Biography: Dr. Dorothy Lavinia Brown

Dr. Dorothy Lavinia Brown

Year of birth/death

b. 1919/2004

Medical School

Meharry Medical College

Geography

Location: Tennessee

Ethnicity

Black, not of Hispanic Origin

Career Path

  • Surgery

Year: 1956

Achievement: Dr. Dorothy Lavinia Brown was the first single woman in Tennessee to be granted the right to become an adoptive parent.


Year: 1966

Achievement: Dr. Dorothy Lavinia Brown was the first African American woman to serve in the Tennessee state legislature.


Year: 1948

Achievement: Dr. Dorothy Lavinia Brown was the first African American woman surgeon in the South.


Dr. Dorothy Lavinia Brown spent her childhood in an orphanage and grew up to become the first African American woman surgeon in the South, eventually being made chief of surgery at Nashville's Riverside Hospital. She was also the first African American woman to be made a fellow of the American College of Surgeons.

Dorothy Lavinia Brown was born in Philadelphia in 1919. Soon after her birth, her mother, Edna Brown, moved to upstate New York and placed her in an orphanage there. The predominantly white Troy Orphanage (later renamed Vanderhyden Hall) was her home from age five months until her thirteenth birthday, when her mother reclaimed her. By that time, however, the orphanage seemed a safer home than the one her estranged mother could provide, so Dorothy ran away five times, returning each time to the orphanage. As a teen, she worked as a maid and at the Wing Sing Chinese Laundry. Determined to get an education, she finally ran away at age 15 to enroll in Troy High School. When the principal realized that she did not have anywhere to stay, he arranged for a foster home with Lola and Samuel Wesley Redmon. They became a major influence throughout Dorothy Brown's life, as a source of security, support, and enduring values.

In 1937, when Brown graduated from Troy High School at the top of her class, the Troy Conference Methodist Women awarded her a four-year scholarship to Bennett College in Greensboro, North Carolina. She received her B. A. in 1941, graduating second in her class, and became an inspector in the Rochester (New York) Army Ordinance Department as part of the war effort. Dorothy had wanted to become a physician since she had her tonsils removed as a child, and in 1944 she enrolled at Meharry Medical College, in Nashville, Tennessee. She graduated in 1948.

After a year's internship at Harlem Hospital, the next challenge was her choice of residency: surgery. There were no other black women in general surgery in the South and she had to forge through almost universal resistance. She said that "Dr. Matthew Walker was a brave man" because he accepted her into the program despite advice from his staff that a woman couldn't withstand the rigors of surgery.

Brown worked through a five-year residency at Meharry and George W. Hubbard Hospital to become Assistant Professor of Surgery in 1955 and the first African American woman to be made a Fellow of the American College of Surgeons. Describing her drive to persevere, Dr. Brown has said "I tried to be...not hard, but durable."

From 1957 to 1983 Brown was chief of surgery at Nashville's Riverside Hospital, clinical professor of surgery at Meharry Medical College, and educational director for the Riverside-Meharry Clinical Rotation Program. She also served as a consultant on health, education, and welfare for the National Institutes of Health (National Advisory Council Heart, Lung, and Blood) in 1982.

Brown's determination, beliefs, and values helped her to break through barriers in other aspects of her life too. When a young, unmarried patient implored the orphanage-raised physician to adopt her newborn daughter, Brown became the first single adoptive mother in Tennessee, in 1956. Then, in 1966, when redistricting opened the door for a black candidate, Brown was asked to run for a seat in the state legislature. She ran, and she won, becoming the first black woman representative to the state legislature in Tennessee. Brown would later resign after the bitter defeat of an expanded abortion rights bill she sponsored, frustrated in her belief that it had the potential to save the lives of many women in Tennessee.

Among Dr. Brown's many honors are the naming of the Dorothy L. Brown Women's Residence at Meharry College in 1970. She also received the humanitarian award from the Carnegie Foundation in 1993 and the prestigious Horatio Alger Award in 1994. As she often said, she was proud to be a role model, "not because I have done so much, but to say to young people that it can be done."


=== Assignment ===
Please write out each entry exactly as it appears.

··· Task data

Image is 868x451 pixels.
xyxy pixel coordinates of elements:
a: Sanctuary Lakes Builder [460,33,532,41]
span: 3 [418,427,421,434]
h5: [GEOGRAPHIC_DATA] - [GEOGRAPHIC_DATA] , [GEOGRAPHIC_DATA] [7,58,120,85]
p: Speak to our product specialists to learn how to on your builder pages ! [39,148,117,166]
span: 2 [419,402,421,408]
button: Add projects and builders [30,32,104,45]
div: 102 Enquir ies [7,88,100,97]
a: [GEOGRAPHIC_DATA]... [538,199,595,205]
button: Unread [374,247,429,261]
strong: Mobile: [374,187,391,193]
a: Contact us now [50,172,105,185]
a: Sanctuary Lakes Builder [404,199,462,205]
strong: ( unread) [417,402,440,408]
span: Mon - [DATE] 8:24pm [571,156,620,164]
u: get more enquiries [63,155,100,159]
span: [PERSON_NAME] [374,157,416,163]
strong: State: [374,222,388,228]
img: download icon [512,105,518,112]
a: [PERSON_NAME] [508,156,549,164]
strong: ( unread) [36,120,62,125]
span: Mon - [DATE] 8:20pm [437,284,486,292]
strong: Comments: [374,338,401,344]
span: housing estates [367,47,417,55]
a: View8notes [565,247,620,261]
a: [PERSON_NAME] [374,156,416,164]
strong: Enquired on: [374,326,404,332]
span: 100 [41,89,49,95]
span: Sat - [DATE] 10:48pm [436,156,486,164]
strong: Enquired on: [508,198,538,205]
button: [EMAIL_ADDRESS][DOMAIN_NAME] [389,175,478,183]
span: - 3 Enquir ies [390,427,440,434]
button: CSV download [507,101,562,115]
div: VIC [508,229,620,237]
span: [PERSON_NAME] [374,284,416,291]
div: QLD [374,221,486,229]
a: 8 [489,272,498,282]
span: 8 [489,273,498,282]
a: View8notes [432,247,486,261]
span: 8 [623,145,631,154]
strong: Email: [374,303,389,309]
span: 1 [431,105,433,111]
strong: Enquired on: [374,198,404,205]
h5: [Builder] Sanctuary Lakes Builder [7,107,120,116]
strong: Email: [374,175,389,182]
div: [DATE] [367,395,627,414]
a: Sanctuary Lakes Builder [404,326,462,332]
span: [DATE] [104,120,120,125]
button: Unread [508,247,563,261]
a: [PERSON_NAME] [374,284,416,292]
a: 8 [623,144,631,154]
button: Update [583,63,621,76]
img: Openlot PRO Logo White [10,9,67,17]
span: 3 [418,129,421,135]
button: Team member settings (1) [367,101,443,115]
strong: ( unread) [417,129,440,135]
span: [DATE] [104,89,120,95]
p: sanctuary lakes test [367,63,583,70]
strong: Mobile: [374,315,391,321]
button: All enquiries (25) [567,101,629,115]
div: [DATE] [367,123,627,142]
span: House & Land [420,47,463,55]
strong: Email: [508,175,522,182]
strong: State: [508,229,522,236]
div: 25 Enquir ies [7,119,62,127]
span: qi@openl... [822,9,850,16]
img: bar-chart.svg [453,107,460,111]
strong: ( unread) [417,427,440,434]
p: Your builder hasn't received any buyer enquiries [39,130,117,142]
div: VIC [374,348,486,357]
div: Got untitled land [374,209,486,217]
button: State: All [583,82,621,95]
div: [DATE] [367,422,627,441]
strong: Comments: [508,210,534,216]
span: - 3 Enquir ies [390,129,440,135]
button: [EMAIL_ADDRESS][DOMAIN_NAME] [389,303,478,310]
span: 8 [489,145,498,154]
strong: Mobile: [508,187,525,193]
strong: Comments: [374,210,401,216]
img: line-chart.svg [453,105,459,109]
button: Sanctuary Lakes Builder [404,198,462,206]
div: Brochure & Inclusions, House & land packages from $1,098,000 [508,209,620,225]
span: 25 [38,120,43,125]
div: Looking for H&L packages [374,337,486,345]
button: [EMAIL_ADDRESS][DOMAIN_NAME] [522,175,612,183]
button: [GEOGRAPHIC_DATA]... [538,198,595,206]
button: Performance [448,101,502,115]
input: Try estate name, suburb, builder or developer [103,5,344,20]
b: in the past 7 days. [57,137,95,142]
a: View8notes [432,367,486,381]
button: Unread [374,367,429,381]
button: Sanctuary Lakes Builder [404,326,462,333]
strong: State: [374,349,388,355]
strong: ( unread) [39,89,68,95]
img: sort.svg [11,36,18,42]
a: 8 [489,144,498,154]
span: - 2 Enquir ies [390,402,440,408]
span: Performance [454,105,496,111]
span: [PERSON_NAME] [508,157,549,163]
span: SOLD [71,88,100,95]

······

=== Final answer ===
Image is 868x451 pixels.
xyxy pixel coordinates of elements:
a: Sanctuary Lakes Builder [460,33,532,41]
span: 3 [418,427,421,434]
h5: [GEOGRAPHIC_DATA] - [GEOGRAPHIC_DATA] , [GEOGRAPHIC_DATA] [7,58,120,85]
p: Speak to our product specialists to learn how to on your builder pages ! [39,148,117,166]
span: 2 [419,402,421,408]
button: Add projects and builders [30,32,104,45]
div: 102 Enquir ies [7,88,100,97]
a: [GEOGRAPHIC_DATA]... [538,199,595,205]
button: Unread [374,247,429,261]
strong: Mobile: [374,187,391,193]
a: Contact us now [50,172,105,185]
a: Sanctuary Lakes Builder [404,199,462,205]
strong: ( unread) [417,402,440,408]
span: Mon - [DATE] 8:24pm [571,156,620,164]
u: get more enquiries [63,155,100,159]
span: [PERSON_NAME] [374,157,416,163]
strong: State: [374,222,388,228]
img: download icon [512,105,518,112]
a: [PERSON_NAME] [508,156,549,164]
strong: ( unread) [36,120,62,125]
span: Mon - [DATE] 8:20pm [437,284,486,292]
strong: Comments: [374,338,401,344]
span: housing estates [367,47,417,55]
a: View8notes [565,247,620,261]
a: [PERSON_NAME] [374,156,416,164]
strong: Enquired on: [374,326,404,332]
span: 100 [41,89,49,95]
span: Sat - [DATE] 10:48pm [436,156,486,164]
strong: Enquired on: [508,198,538,205]
button: [EMAIL_ADDRESS][DOMAIN_NAME] [389,175,478,183]
span: - 3 Enquir ies [390,427,440,434]
button: CSV download [507,101,562,115]
div: VIC [508,229,620,237]
span: [PERSON_NAME] [374,284,416,291]
div: QLD [374,221,486,229]
a: 8 [489,272,498,282]
span: 8 [489,273,498,282]
a: View8notes [432,247,486,261]
span: 8 [623,145,631,154]
strong: Email: [374,303,389,309]
span: 1 [431,105,433,111]
strong: Enquired on: [374,198,404,205]
h5: [Builder] Sanctuary Lakes Builder [7,107,120,116]
strong: Email: [374,175,389,182]
div: [DATE] [367,395,627,414]
a: Sanctuary Lakes Builder [404,326,462,332]
span: [DATE] [104,120,120,125]
button: Unread [508,247,563,261]
a: [PERSON_NAME] [374,284,416,292]
a: 8 [623,144,631,154]
button: Update [583,63,621,76]
img: Openlot PRO Logo White [10,9,67,17]
span: 3 [418,129,421,135]
button: Team member settings (1) [367,101,443,115]
strong: ( unread) [417,129,440,135]
span: [DATE] [104,89,120,95]
p: sanctuary lakes test [367,63,583,70]
strong: Mobile: [374,315,391,321]
button: All enquiries (25) [567,101,629,115]
div: [DATE] [367,123,627,142]
span: House & Land [420,47,463,55]
strong: Email: [508,175,522,182]
strong: State: [508,229,522,236]
div: 25 Enquir ies [7,119,62,127]
span: qi@openl... [822,9,850,16]
img: bar-chart.svg [453,107,460,111]
strong: ( unread) [417,427,440,434]
p: Your builder hasn't received any buyer enquiries [39,130,117,142]
div: VIC [374,348,486,357]
div: Got untitled land [374,209,486,217]
button: State: All [583,82,621,95]
div: [DATE] [367,422,627,441]
strong: Comments: [508,210,534,216]
span: - 3 Enquir ies [390,129,440,135]
button: [EMAIL_ADDRESS][DOMAIN_NAME] [389,303,478,310]
span: 8 [489,145,498,154]
strong: Mobile: [508,187,525,193]
strong: Comments: [374,210,401,216]
img: line-chart.svg [453,105,459,109]
button: Sanctuary Lakes Builder [404,198,462,206]
div: Brochure & Inclusions, House & land packages from $1,098,000 [508,209,620,225]
span: 25 [38,120,43,125]
div: Looking for H&L packages [374,337,486,345]
button: [EMAIL_ADDRESS][DOMAIN_NAME] [522,175,612,183]
button: [GEOGRAPHIC_DATA]... [538,198,595,206]
button: Performance [448,101,502,115]
input: Try estate name, suburb, builder or developer [103,5,344,20]
b: in the past 7 days. [57,137,95,142]
a: View8notes [432,367,486,381]
button: Unread [374,367,429,381]
button: Sanctuary Lakes Builder [404,326,462,333]
strong: State: [374,349,388,355]
strong: ( unread) [39,89,68,95]
img: sort.svg [11,36,18,42]
a: 8 [489,144,498,154]
span: - 2 Enquir ies [390,402,440,408]
span: Performance [454,105,496,111]
span: [PERSON_NAME] [508,157,549,163]
span: SOLD [71,88,100,95]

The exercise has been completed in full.